We are feeling competitive pressure to integrate our online and offline operations in 2001. This is a complex project that is going to cost us a lot of money. The question is will we lose more money by not doing it?

Andrew Bond, IS manager at major brick-and-mortar retailer House of Fraser, says the company's data warehouse has become "the hub of everything we do" and the "backbone" of its CRM strategy. It's high praise for a system which Bond himself admits comes from far more humble origins, and illustrates the need to capture data at source and then layer applications on top of it.
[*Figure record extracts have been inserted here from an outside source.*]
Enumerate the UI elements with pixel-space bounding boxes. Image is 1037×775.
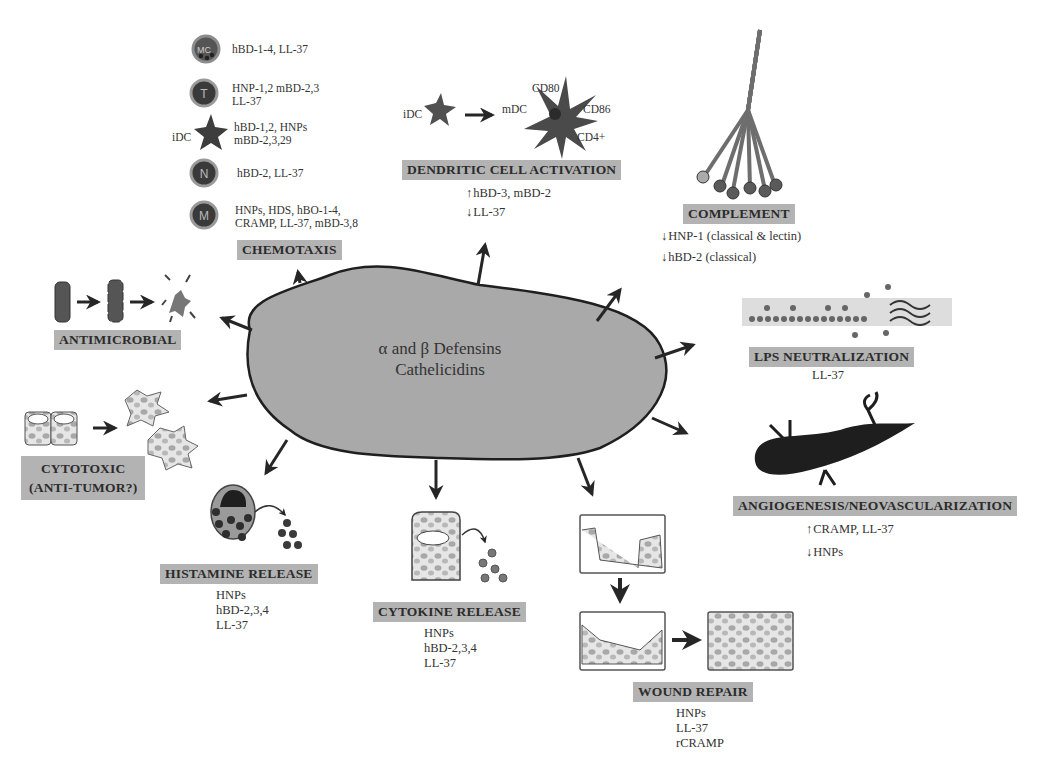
center-line-1: α and β Defensins <box>320 338 560 359</box>
complement-down-1: HNP-1 (classical & lectin) <box>661 229 801 244</box>
antimicrobial-label: ANTIMICROBIAL <box>54 330 181 350</box>
complement-heads <box>697 171 782 199</box>
complement-label: COMPLEMENT <box>683 204 795 224</box>
svg-text:M: M <box>199 209 209 223</box>
svg-text:MC: MC <box>197 45 211 55</box>
complement-down-2: hBD-2 (classical) <box>661 250 756 265</box>
marker-cd86: CD86 <box>583 103 610 116</box>
histamine-agents: HNPs hBD-2,3,4 LL-37 <box>216 588 269 633</box>
angiogenesis-up: CRAMP, LL-37 <box>806 522 894 537</box>
svg-text:T: T <box>200 87 208 101</box>
chemotaxis-idc-label: iDC <box>172 131 191 144</box>
dendritic-down: LL-37 <box>466 205 505 220</box>
dendritic-label: DENDRITIC CELL ACTIVATION <box>402 160 621 180</box>
marker-cd80: CD80 <box>532 82 559 95</box>
lps-molecule <box>742 284 952 338</box>
cytokine-label: CYTOKINE RELEASE <box>373 602 526 622</box>
cytotoxic-label: CYTOTOXIC (ANTI-TUMOR?) <box>21 456 145 500</box>
dendritic-mdc-label: mDC <box>502 103 527 116</box>
svg-text:N: N <box>200 167 209 181</box>
chemotaxis-m-text: HNPs, HDS, hBO-1-4, CRAMP, LL-37, mBD-3,… <box>235 204 358 230</box>
chemotaxis-mc-text: hBD-1-4, LL-37 <box>232 43 308 56</box>
cytokine-agents: HNPs hBD-2,3,4 LL-37 <box>424 626 477 671</box>
chemotaxis-label: CHEMOTAXIS <box>237 240 342 260</box>
antimicrobial-bacteria <box>55 275 195 322</box>
angiogenesis-label: ANGIOGENESIS/NEOVASCULARIZATION <box>733 496 1017 516</box>
diagram-artwork: MC T N M <box>0 0 1037 775</box>
chemotaxis-idc-text: hBD-1,2, HNPs mBD-2,3,29 <box>234 121 307 147</box>
dendritic-idc-label: iDC <box>403 108 422 121</box>
complement-fibers <box>705 30 775 190</box>
lps-label: LPS NEUTRALIZATION <box>749 347 914 367</box>
chemotaxis-n-text: hBD-2, LL-37 <box>237 167 303 180</box>
center-line-2: Cathelicidins <box>320 359 560 380</box>
dendritic-cells <box>424 76 598 159</box>
central-title: α and β Defensins Cathelicidins <box>320 338 560 380</box>
histamine-label: HISTAMINE RELEASE <box>160 564 318 584</box>
dendritic-up: hBD-3, mBD-2 <box>466 186 551 201</box>
wound-agents: HNPs LL-37 rCRAMP <box>676 706 724 751</box>
marker-cd4: CD4+ <box>577 131 605 144</box>
wound-label: WOUND REPAIR <box>633 682 753 702</box>
histamine-cell <box>211 485 302 549</box>
cytokine-cell <box>412 512 507 582</box>
angiogenesis-down: HNPs <box>806 545 843 560</box>
chemotaxis-cells: MC T N M <box>191 36 228 228</box>
chemotaxis-t-text: HNP-1,2 mBD-2,3 LL-37 <box>232 82 319 108</box>
lps-agent: LL-37 <box>812 368 844 383</box>
wound-repair-panels <box>580 515 793 670</box>
blood-vessel <box>755 392 915 485</box>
House of Fraser brings together a wide number of popular major retail stores, including Army and Navy and Kendals, and the information needed to run such a diverse business resided in a number of places. "There were disparate pieces of information in small systems--the Finance management information system (MIS), the merchandising MIS. Each spewed out information in the format they chose and typically we had nasty little systems to pull that together."

With nearly a thousand departments within 50 stores, getting to a lower-level view to plan for things like branding and sizing was proving impossible. However, selling an IT-driven data warehouse project to the business was not going to be easy, so Bond says his team introduced the concept in stages, piecing together an Oracle back-end. "We went with a raft of individual medium-term projects, and used it as the starting point." But Bond emphasises the importance of planning the layout of the warehouse from the outset, ensuring it will be able to handle the volume of data further down the line.
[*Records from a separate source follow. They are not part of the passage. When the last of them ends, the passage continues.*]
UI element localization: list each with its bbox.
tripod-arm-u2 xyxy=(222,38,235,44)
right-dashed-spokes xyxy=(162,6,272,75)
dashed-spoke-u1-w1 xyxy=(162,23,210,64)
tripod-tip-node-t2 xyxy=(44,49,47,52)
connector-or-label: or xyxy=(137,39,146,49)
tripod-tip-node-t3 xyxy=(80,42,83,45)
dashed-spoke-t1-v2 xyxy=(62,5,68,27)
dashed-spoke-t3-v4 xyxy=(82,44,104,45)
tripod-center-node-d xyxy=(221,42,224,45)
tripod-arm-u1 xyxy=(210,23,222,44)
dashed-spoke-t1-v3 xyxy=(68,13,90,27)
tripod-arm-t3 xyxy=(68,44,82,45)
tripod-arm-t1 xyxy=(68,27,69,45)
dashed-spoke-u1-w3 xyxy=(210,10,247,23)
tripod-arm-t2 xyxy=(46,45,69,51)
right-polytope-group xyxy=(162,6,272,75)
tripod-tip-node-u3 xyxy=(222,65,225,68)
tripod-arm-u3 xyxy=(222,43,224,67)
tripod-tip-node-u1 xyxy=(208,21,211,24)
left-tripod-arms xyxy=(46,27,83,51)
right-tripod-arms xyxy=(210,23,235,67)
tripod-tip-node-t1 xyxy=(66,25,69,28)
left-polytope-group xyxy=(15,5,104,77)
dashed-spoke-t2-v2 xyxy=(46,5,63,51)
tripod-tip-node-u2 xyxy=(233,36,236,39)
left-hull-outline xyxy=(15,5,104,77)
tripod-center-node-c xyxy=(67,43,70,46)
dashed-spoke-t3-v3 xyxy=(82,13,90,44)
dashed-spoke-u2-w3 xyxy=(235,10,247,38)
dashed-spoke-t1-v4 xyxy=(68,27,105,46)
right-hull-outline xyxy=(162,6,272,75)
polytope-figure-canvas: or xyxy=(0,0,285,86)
House of Fraser began by focusing on supply chain planning in 1996, looking at gross profits, seasonality and forecasting. Immediately, the impact was profound. "We had never before had non-aggregated data." The same year, the transaction-level data began to feed Oracle Express online analytical processing (OLAP) reporting to 800 to 900 managers, while another system helped to monitor the businesses' key performance indicators (KPIs). In 1999, a further application came online to monitor suppliers' performance. Each of these sits on Oracle's Sales Analyser tool.

The focus now is on supporting the company's multifaceted CRM strategy. At post time, the company is launching a "Recognition" loyalty card campaign and is using the history it already has on its Frasercard customers to decide how to introduce it. A call centre coming online to support the loyalty card program will feed the warehouse so it builds a customer history.

It is also introducing a personal shopping service for busy professionals, and based on past buying behaviour can preselect choices of size, brand and colour. In addition, the warehouse is being used to inform preliminary research for a Web service using clickstream analysis of customers on its Website to identify areas of interest. The warehouse has given the company confidence, "so when we make a decision based on the data we know it's informed and we have the confidence to make the changes".